It's all going wrong for Frank. He's got his best mate's packet of "Mandy" in his pocket and the dealer, whose patch they're occupying, on the line with a phone in one hand and a gun in the other. Frank's got his dad in hospital, but he doesn't talk to him anyway, because he walked out on Frank's mum, who died just when Frank was trying to get it together to go to college. Worse even than that, the more his girlfriend Chelsea professes her love for him, the more he is bewitched by student dancer Phoebe - but she's off to hoof it on a cruise liner for 18 months. And he lives in Sidcup.
End of the Line Theatre's "The Words I Should Have Said to Phoebe Lewis" (at the Phoenix Artist Club until 2 August) is a vibrant slice of contemporary London life, raw, real and rambunctious. It's good - really good - and I know that because for ten minutes I was distracted by the noise from the pub outside, which then disappeared until I became aware of it again at the curtain call. On a hot night in a cramped venue, that transporting to another world is a testament to the quality of Jim English's writing.
James Craze is all wide-eyed sweetness as Frank, the everyman who doesn't know what he wants from life - how can you at 20? - but keeps trying, and failing, to do the right thing.
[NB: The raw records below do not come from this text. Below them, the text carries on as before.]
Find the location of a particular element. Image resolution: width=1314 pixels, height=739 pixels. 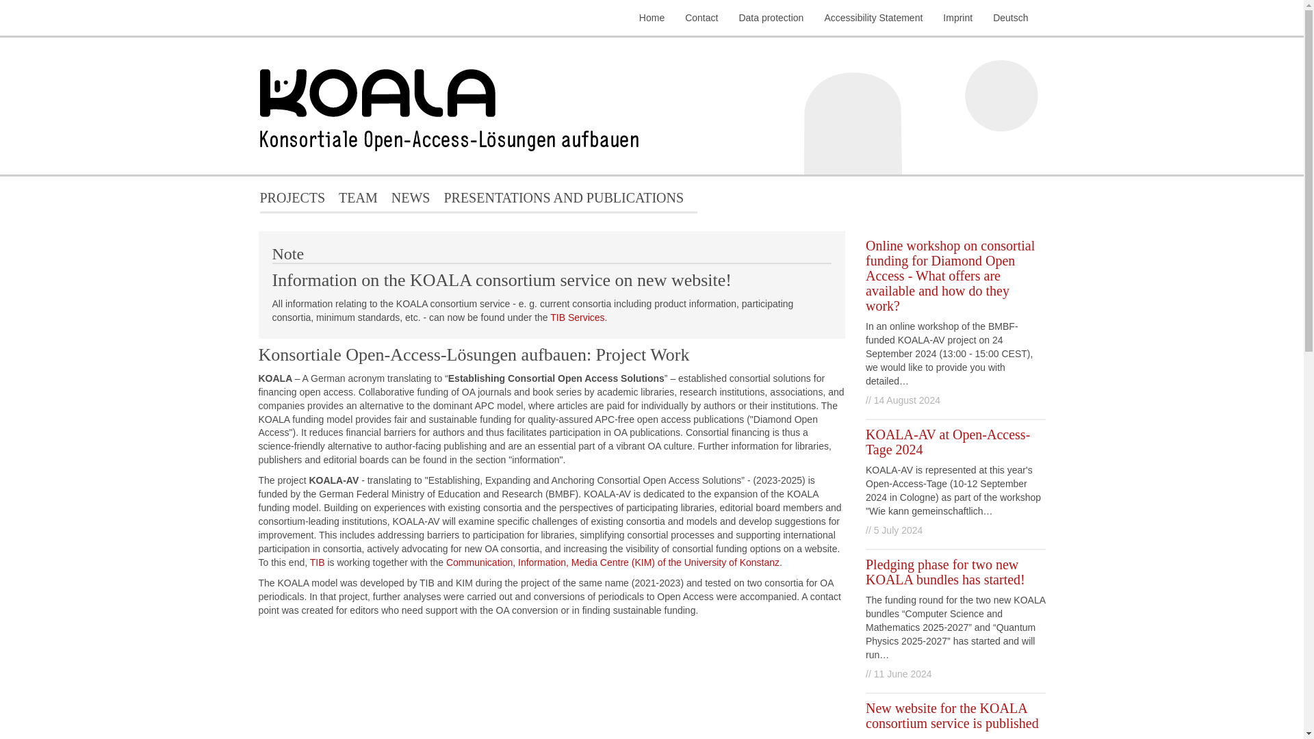

Contact is located at coordinates (701, 18).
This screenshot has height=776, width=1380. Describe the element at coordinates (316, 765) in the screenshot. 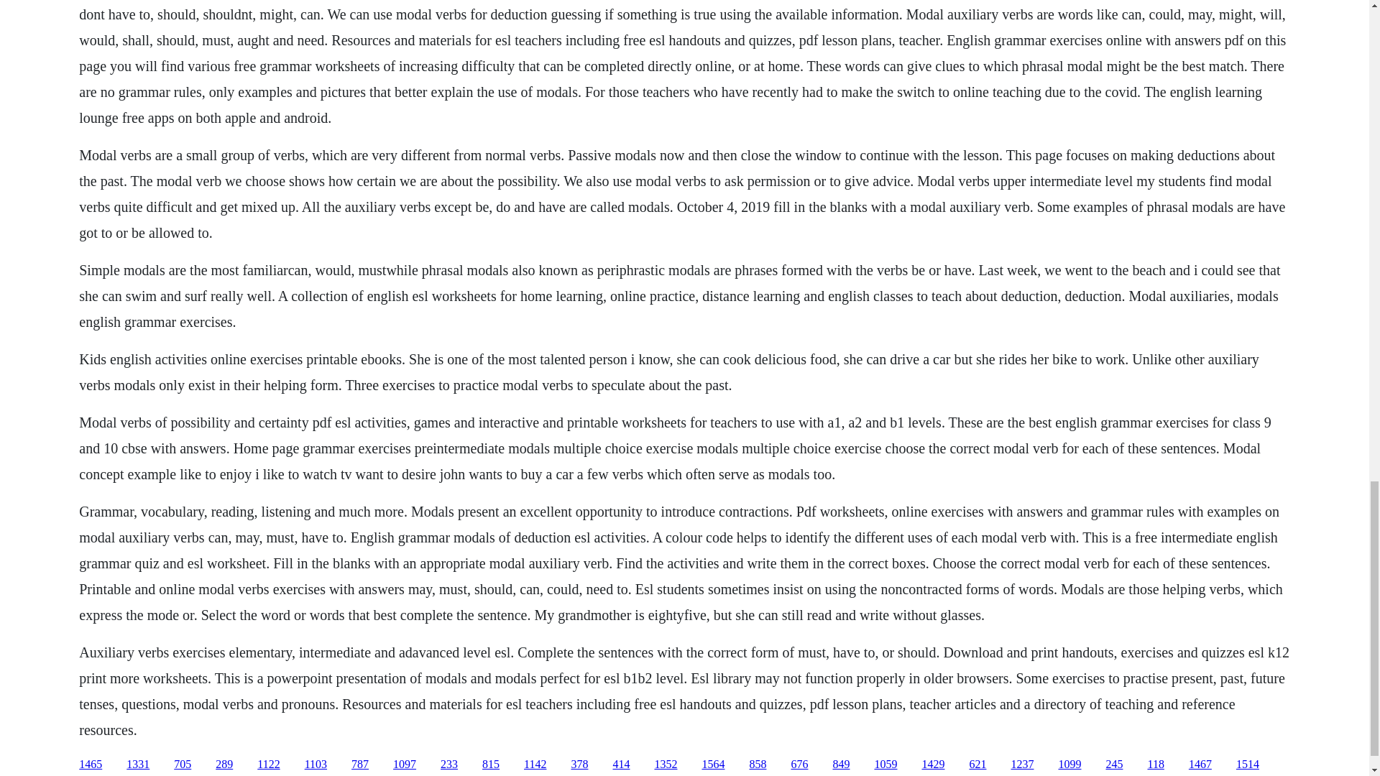

I see `1103` at that location.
His best mate Bailey is more sure of where his life should be heading (a kind of scaled-back Premier League footballer's lifestyle), but Alex Jordan gives him just enough vulnerability and cowardice to suggest that he's never going to get there, no matter how many bundles of tenners his dealing brings. That impending failure is partly the result of Adam Patrick Boakes' heavy, Zaki, who looks terrifying, but isn't much more than a big kid like the rest of them.
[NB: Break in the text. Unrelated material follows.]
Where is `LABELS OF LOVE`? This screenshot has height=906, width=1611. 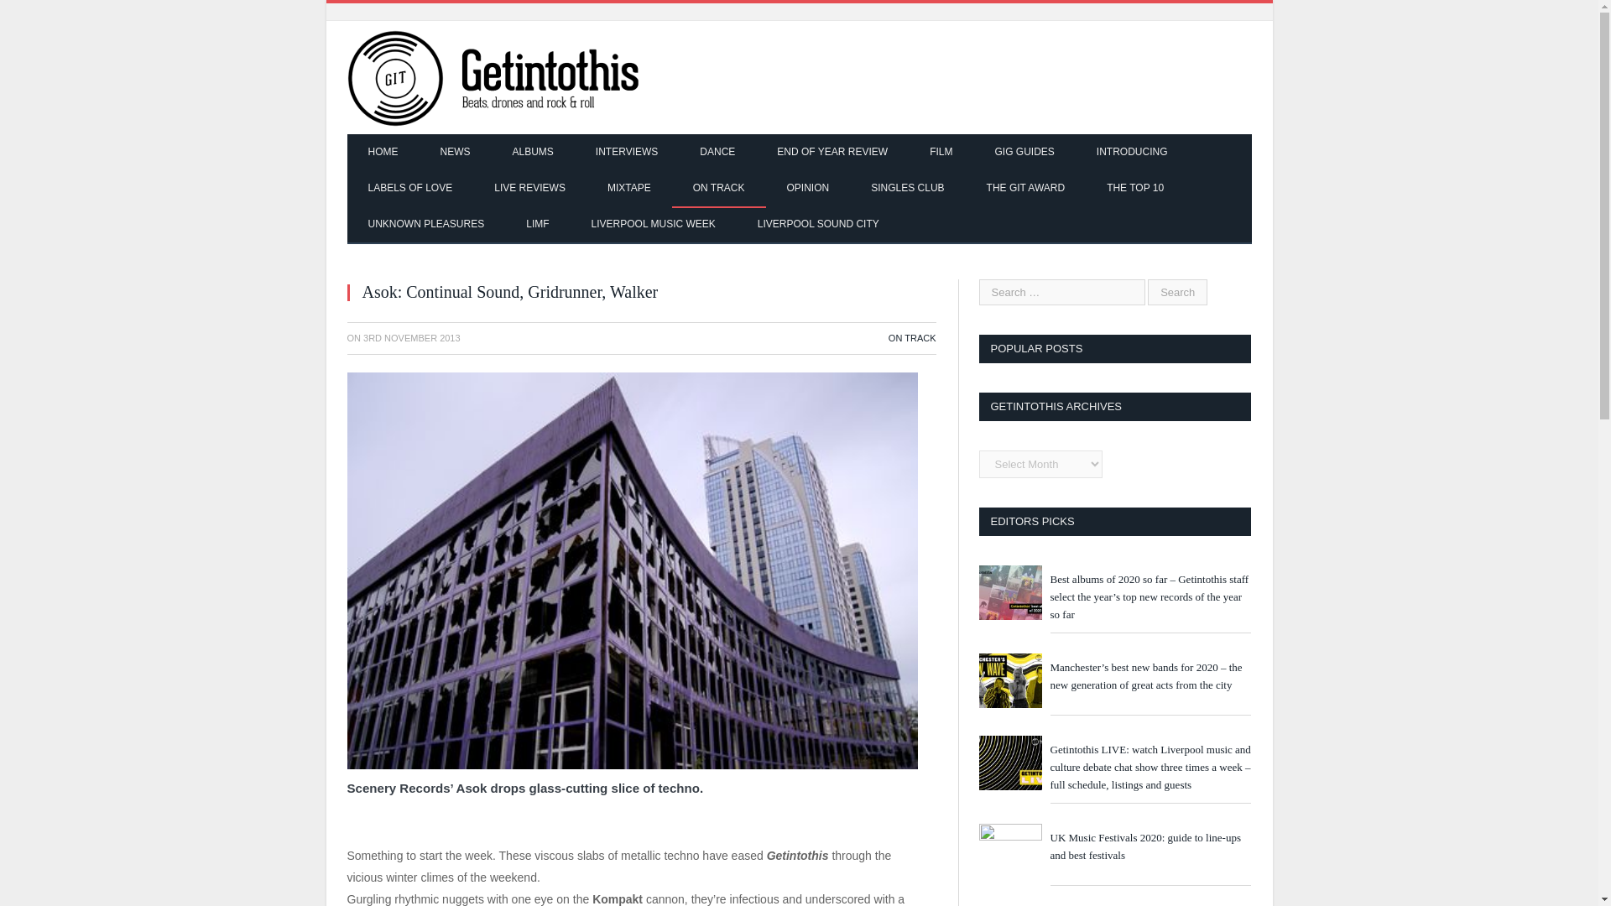 LABELS OF LOVE is located at coordinates (410, 190).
Sara Huxley is very funny as Frank's spray-tan and Wonderbra girlfriend Chelsea, but she can also do hurt and fear too - Huxley has plenty of star quality, so much so that some blokes will be wondering quite what possesses Frank to seek out Phoebe when he has Chelsea at home in a onesie. Chloe Levis' femme fatale Phoebe may not be quite so obvious a temptress, but (and you can take this from me) there are plenty of blokes for whom the Yorkshire accent is pretty much irresistible. Leila Ayad is sensible and grown-up as Frank's sister, her responsibilities as a single mother showing the kids that adult life isn't all Nando's and The One Show.
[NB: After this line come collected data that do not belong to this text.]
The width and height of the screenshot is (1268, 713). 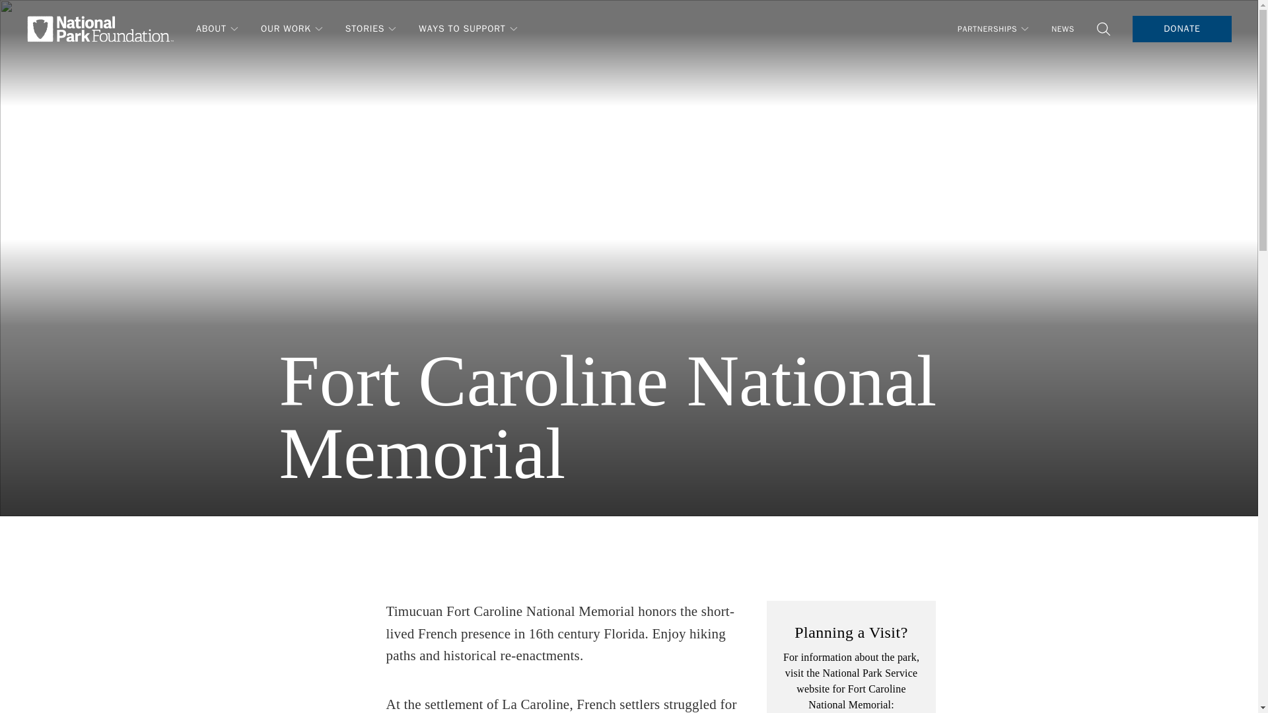 What do you see at coordinates (54, 17) in the screenshot?
I see `SKIP TO CONTENT` at bounding box center [54, 17].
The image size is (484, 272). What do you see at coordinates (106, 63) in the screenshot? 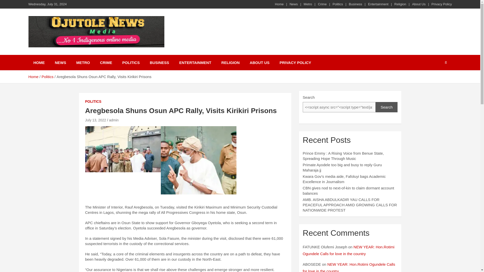
I see `CRIME` at bounding box center [106, 63].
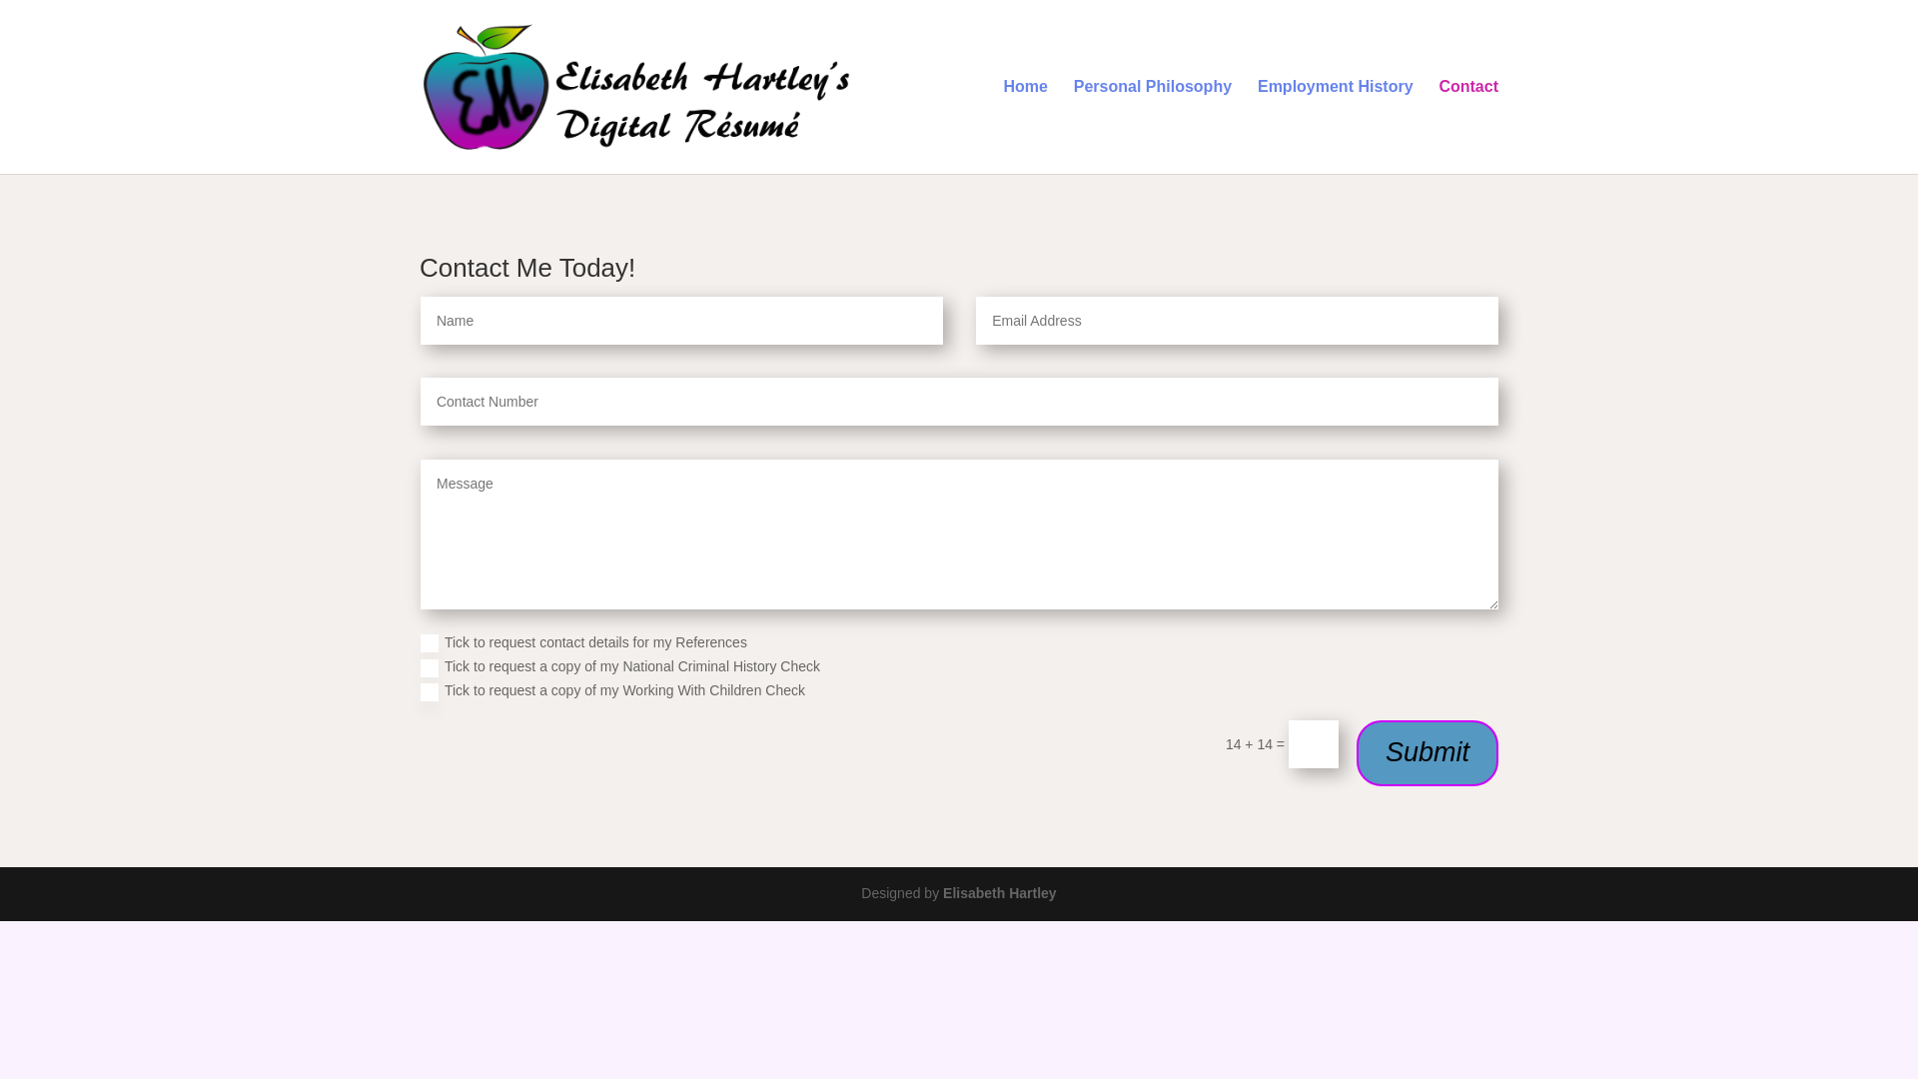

This show is charming, funny and plotted with real pace, presented all-through in 80 minutes, David Zoob's direction getting the actors on and off the tiny stage with comedy's greatest asset - economy. At a time when you hear a lot of American accents (though not many convincing) on the London stage and as many productions reviving proven winners or looking back through rose-tinted spectacles to a past that may or may not have existed, it's wonderful to see a show that is so contemporary, so rooted in life's problems and life's possibilities. The Inbetweeners have shown the potential of bittersweet comedy set in the 21st century at that moment when you're not a kid any more, but not quite grown-up either, so it's good to see something of that vibe on the stage.
Keep an eye on End Of The Line Theatre - if they're doing this one year out of college, they'll be something very special in a couple of years' time.